Before creating the massively popular 'Squid Game,' Hwang Dong-hyuk directed a trio of films in Korea. All three are now streaming on Netflix for the first time.

By Josh Weiss
Squid Game BTS

Netflix isn't giving up on Squid Game Fever that easily. While the hit show has come to an end for now (a second season is pretty much inevitable at this point), the streamer is offering up a few more unique creations from the show's mastermind, Hwang Dong-hyuk. Those creations are a trio of original features directed by Dong-hyuk in South Korea before he created the global television phenomenon we all know and love.

The first one is titled Silenced (2011). Based on Gong Ji-Young's 2009 novel, The Crucible, the narrative centers around a teacher looking to expose sexual abuse at a school for the deaf.

"I did it intentionally to make people feel uncomfortable," Dong-hyuk told The Chosun Ilbo, a major South Korean newspaper, in 2011 while discussing Silenced. "I thought about two things when making this film. First, I wanted to let the world know about this horrific incident. Secondly, I wanted to expose the structural problems of society as revealed during the process of how the case was buried. The scenes of sexual violence and the morbid, unhappy ending were therefore inevitable."

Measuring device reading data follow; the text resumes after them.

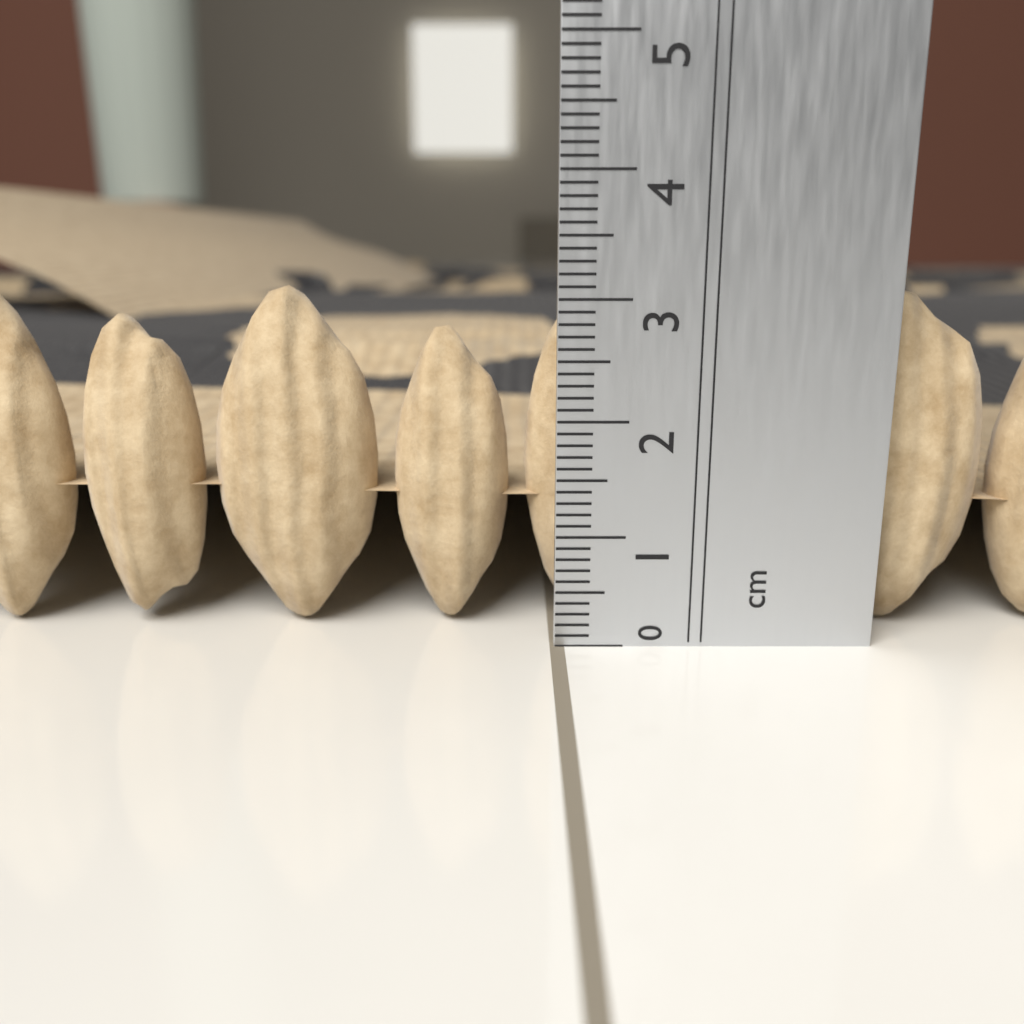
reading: 3.1 cm
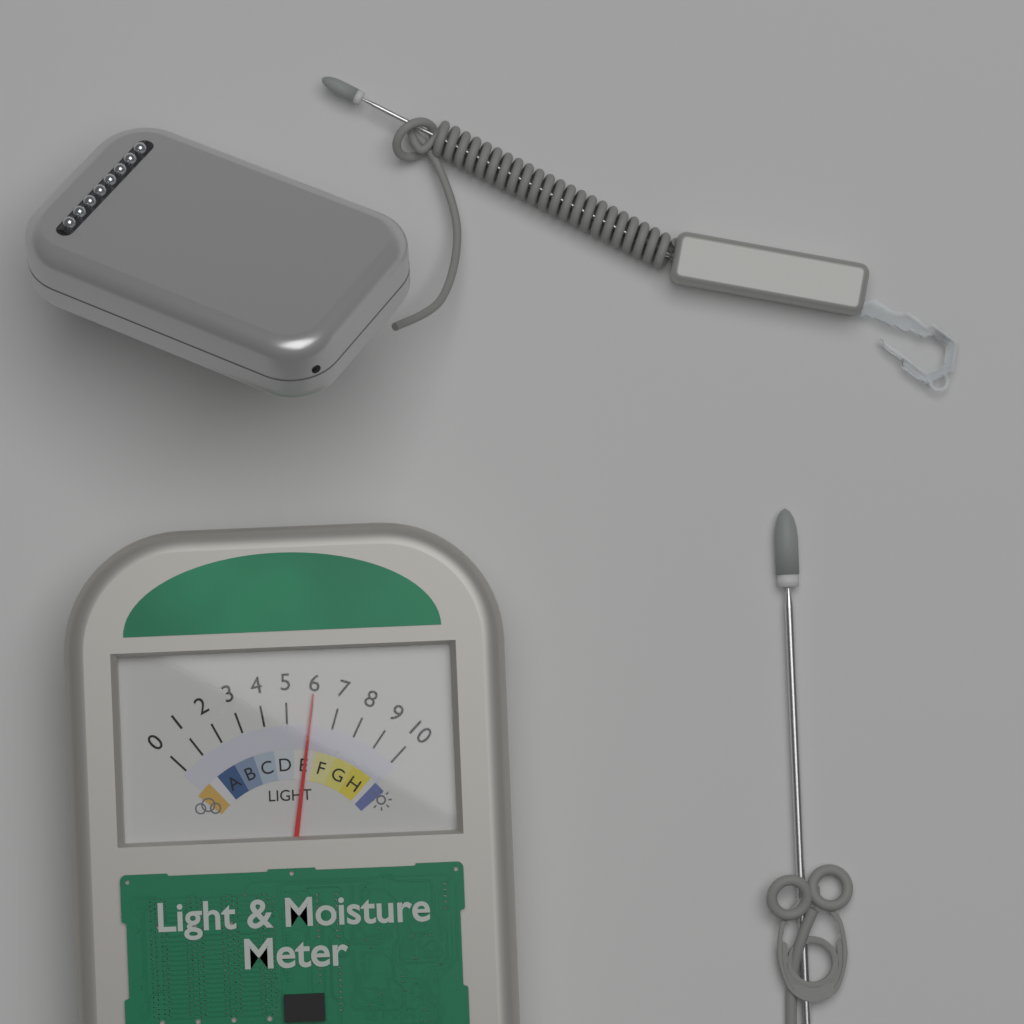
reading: 6 (no unit)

Second up is Miss Granny (2014), a sort of reverse 13 Going on 30 story about an elderly widow who miraculously regains her youth just as she's about to be sent to a retirement home. Chatting with The Dong-a Ilbo (another Korean media outlet) in 2014, Dong-hyuk was asked about the message of the movie. 

"Our mothers and grandmothers have lived not for themselves," he explained. "I wanted to say that their lives were worth living and comfort them about their lives. I want to say that they could live freely in another life."

Lastly, we have The Fortress (2017), which was adapted from Kim Hoon's 2007 novel, Namhansanseong. The project is a historical war epic in which "King Injo and his retainers hold their ground at Namhansanseong, a historical mountain fortress," reads the plot description from Netflix. It's based on a real-world invasion of Korea that took place in the 17th century during the reign of the Joseon dynasty.

"As you saw in the movie, in the novel it depicts the winter scenery around the fortress, and the whole thing is so tragic and so painful. But at the same time, when you look at the landscape covered by the snow and ice, it’s rather beautiful," Dong-hyuk remarked in 2017 when asked about the origins of his desire to adapt the novel. "It’s kind of ironic what I felt while reading the novel — I wanted to take the beauty of the landscape and the scenery onto a big screen through my camera." 

All three movies are now available to stream on Netflix.